Indepth Research

Provide in-depth research reports and independent analysis, leveraging data, technology, and economic insights to deliver a comprehensive examination of the blockchain ecosystem, project potential, and market trends.

Retail Investors Are Leaving, What Will Drive the Next Bull Market?

A significant market correction has seen Bitcoin drop 28.57% from $126,000 to $90,000, causing panic, liquidity drying up, and widespread deleveraging. However, structural positives are emerging: the U.S. SEC plans an "Innovation Exemption" in January 2026 to ease compliance, and the Federal Reserve is expected to end quantitative tightening and begin rate cuts, potentially boosting risk assets. The previous retail and leverage-driven bull cycle is unlikely to repeat. While over 200 companies hold $115 billion in crypto via Digital Asset Treasury (DAT) strategies, this represents less than 5% of the crypto market and is insufficient to fuel the next bull run. Instead, three key institutional pipelines are being established: 1. **Institutional Entry via ETFs and Infrastructure**: Global Bitcoin and Ethereum ETFs provide a standardized investment channel. Improved custody and settlement solutions (e.g., from BNY Mellon, Anchorage Digital) enable efficient capital deployment. Pension funds and sovereign wealth funds may soon allocate 1-3% to crypto, potentially moving trillions of dollars. 2. **Real World Assets (RWA) Tokenization**: Tokenizing traditional assets (bonds, real estate) onto blockchains could grow the RWA market from $309 billion today to $4-30 trillion by 2030. Protocols like MakerDAO using U.S. Treasuries as collateral bridge DeFi with traditional finance, offering stable yields and reducing volatility. 3. **Infrastructure Upgrades**: Layer 2 solutions reduce transaction costs and times, crucial for institutional scale.
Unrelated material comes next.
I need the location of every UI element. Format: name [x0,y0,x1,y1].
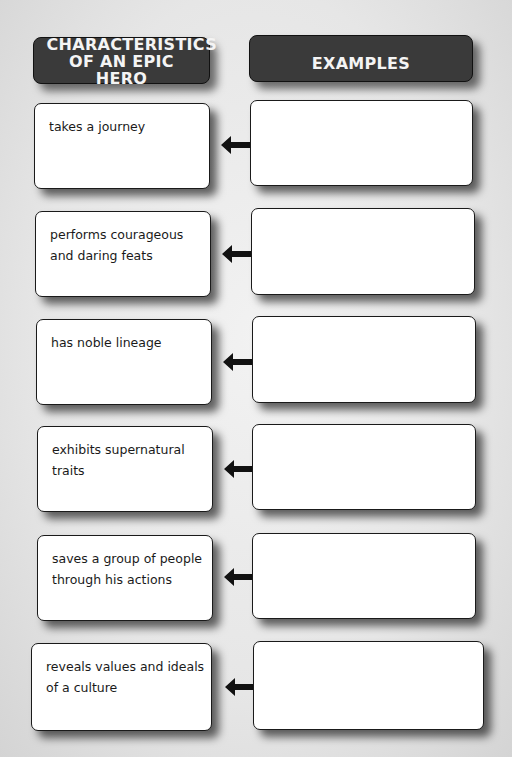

Stablecoins, with a $1.66 trillion market cap and $4 trillion in on-chain volume, have become pillars for cross-border payments and liquidity, especially as regulators mandate full reserve backing. Short-term, Fed policy and SEC rules may drive a speculative rebound in early 2026. Medium-term, gradual institutional capital will provide stability. Long-term, RWA integration could structurally anchor crypto to global finance, enabling sustainable, trillion-dollar growth. The market's evolution from speculation to infrastructure marks its path to maturity.

marsbit12/09 19:39

Retail Investors Are Leaving, What Will Drive the Next Bull Market?

marsbit12/09 19:39

Bull vs. Bear Debate: Is Stablecoin Leader CRCL Worth Buying? Why Can't High-Growth Earnings Drive the Stock Price?

"Circle (NYSE: CRCL), the issuer of USDC, has sparked intense debate in the crypto community following its Q3 2025 earnings report. Despite reporting strong growth—revenue up 66% YoY to $740 million and net income of $214 million, driven by a 108% increase in USDC circulation—its stock price fell significantly post-earnings and remains near its IPO price of $64. The core disagreement revolves around Circle’s business model and sustainability. Critics, including Jiang Zhuorer, argue that Circle operates like a bank, earning primarily through interest on reserve assets (mainly U.S. Treasuries), but is highly vulnerable to interest rate cuts. They highlight that ~60% of revenue is paid to distributors like Coinbase, leaving thin margins that could turn negative in a low-rate environment. They also warn of competition from traditional financial giants like JPMorgan and potential policy changes. Proponents, such as BTCdayu and qinbafrank, counter that Circle is building a long-term, network-driven infrastructure play. They compare it to Amazon or JD.com, arguing that current profit-sharing is a strategic cost to achieve scale, compliance advantage, and eventual market dominance in a winner-take-all industry. They believe USDC’s合规 (compliance) edge and institutional trust will drive adoption to multi-trillion dollars, outweighing interest rate risks. Short-term concerns include significant post-IPO lockup expirations adding selling pressure, and structural barriers like U.S. tax treatment of USDC as a property (not cash), hindering retail payment adoption. The debate encapsulates a clash between cyclical concerns (rates, costs, competition) and structural optimism (scale, compliance, network effects)."

Odaily星球日报12/09 13:20

Bull vs. Bear Debate: Is Stablecoin Leader CRCL Worth Buying? Why Can't High-Growth Earnings Drive the Stock Price?